Diagnosis often starts with a visual assessment. In endemic areas, a trained health worker can recognize the characteristic sores, especially in children. However, yaws looks identical to other tropical skin infections under many circumstances, and the blood tests used to detect it cannot distinguish it from syphilis because both diseases are caused by near-identical bacteria. This is a significant challenge. In 2024, over 152,000 suspected yaws cases were reported to the WHO from 10 countries, but only 996 were laboratory-confirmed in 7 countries, precisely because routine lab testing is not yet widely available in the affected regions.

Rapid point-of-care blood tests exist and can detect antibodies to the Treponema bacterium within minutes using a finger prick.
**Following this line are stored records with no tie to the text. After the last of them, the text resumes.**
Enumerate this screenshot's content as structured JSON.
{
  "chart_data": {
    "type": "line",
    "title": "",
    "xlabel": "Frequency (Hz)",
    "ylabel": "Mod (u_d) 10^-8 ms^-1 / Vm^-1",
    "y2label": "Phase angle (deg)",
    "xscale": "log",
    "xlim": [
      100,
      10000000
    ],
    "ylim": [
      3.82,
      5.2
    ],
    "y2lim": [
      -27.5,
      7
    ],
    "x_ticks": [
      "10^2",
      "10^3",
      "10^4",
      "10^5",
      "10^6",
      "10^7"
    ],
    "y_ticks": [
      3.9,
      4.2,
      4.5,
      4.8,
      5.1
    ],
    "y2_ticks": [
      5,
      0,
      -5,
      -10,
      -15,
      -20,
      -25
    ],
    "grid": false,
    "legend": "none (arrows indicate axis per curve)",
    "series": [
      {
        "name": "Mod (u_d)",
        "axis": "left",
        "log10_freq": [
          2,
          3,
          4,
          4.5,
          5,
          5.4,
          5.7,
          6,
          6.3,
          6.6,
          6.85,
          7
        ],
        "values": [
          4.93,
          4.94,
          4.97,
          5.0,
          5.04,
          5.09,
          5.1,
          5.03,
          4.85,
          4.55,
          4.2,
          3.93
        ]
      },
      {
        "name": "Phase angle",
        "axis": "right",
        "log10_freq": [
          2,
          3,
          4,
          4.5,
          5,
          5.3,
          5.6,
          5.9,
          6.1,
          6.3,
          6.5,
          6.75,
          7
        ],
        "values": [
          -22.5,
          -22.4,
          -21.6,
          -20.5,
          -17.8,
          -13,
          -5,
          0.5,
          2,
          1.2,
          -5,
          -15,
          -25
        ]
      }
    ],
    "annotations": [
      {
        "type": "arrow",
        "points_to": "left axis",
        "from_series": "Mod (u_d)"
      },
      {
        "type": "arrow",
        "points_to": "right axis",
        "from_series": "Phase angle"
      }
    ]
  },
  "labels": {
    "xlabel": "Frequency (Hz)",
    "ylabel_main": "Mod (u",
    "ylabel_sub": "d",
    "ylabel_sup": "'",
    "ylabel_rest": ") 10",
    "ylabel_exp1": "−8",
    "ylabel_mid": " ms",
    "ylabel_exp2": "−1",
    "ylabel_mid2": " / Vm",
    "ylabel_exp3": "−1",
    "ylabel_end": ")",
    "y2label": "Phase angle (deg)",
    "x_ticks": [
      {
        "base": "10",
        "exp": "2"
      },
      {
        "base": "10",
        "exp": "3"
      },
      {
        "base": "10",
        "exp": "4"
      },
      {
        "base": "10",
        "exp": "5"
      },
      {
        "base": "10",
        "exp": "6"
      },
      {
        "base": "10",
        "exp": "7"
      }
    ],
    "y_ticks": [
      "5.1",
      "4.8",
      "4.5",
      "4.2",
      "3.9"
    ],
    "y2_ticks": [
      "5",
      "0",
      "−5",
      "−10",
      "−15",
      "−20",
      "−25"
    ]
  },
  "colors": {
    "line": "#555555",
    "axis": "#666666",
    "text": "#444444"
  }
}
These are useful for screening in remote areas, but confirming an active infection (versus a past one) still requires additional testing that many rural clinics lack.

Treatment

Yaws is one of the more straightforward infectious diseases to treat. A single oral dose of the antibiotic azithromycin cures the infection in the vast majority of cases. This replaced the older approach of a painful injection of penicillin, which required trained health workers and sterile needles. The shift to a pill that can be swallowed once made mass treatment campaigns far more practical, especially in remote communities with limited medical infrastructure.

Early-stage yaws responds well, and sores heal completely without scarring in most cases. Even secondary-stage disease clears with treatment. The critical window is before the infection reaches the bones. Once tertiary yaws has caused bone destruction or cartilage loss, antibiotic treatment can stop further damage but cannot reverse what has already occurred.

Global Eradication Efforts

Yaws nearly disappeared once before. A massive WHO campaign in the 1950s and 1960s using injectable penicillin reduced global cases from around 50 million to about 2.5 million. But when funding dried up and surveillance lapsed, the disease crept back in several regions.

The current push, known as the Morges strategy, was launched in 2012 after the discovery that oral azithromycin works as well as injected penicillin. The original eradication target was 2020, but that proved overly ambitious, and 2030 is now the goal. The strategy has two phases. First, entire communities in endemic areas receive mass treatment: every resident, whether symptomatic or not, takes a single dose of azithromycin. This is typically repeated for two to three rounds. After that, health teams switch to targeted treatment, tracking down active cases and treating them along with their household members, schoolmates, and close contacts. These targeted rounds continue every 6 to 12 months until transmission stops.

The challenges are logistical more than medical. Many endemic communities are in remote, hard-to-reach areas. Surveillance gaps are enormous: 82 previously endemic countries and territories currently have an unknown status, meaning no one is sure whether transmission has stopped there or simply gone undetected. And because lab confirmation rates remain low, the true burden of yaws globally is almost certainly higher than reported numbers suggest.

Why Yaws Still Matters

Yaws is entirely preventable and easily curable, yet it persists because it affects some of the world’s poorest and most isolated populations. It causes no fatalities, which paradoxically works against it: diseases that don’t kill tend to attract less funding and attention than those that do. But for the children who develop chronic sores, painful cracked feet, or permanent bone deformities, the impact on quality of life is severe. Disfigurement from late-stage yaws also carries significant social stigma in affected communities.

The fact that a single pill can cure the disease, and that no animal reservoir complicates transmission, makes yaws one of only a handful of diseases considered realistically eradicable. Whether the 2030 target is met depends largely on sustained political will and funding for community-level treatment campaigns in some of the most underserved parts of the world.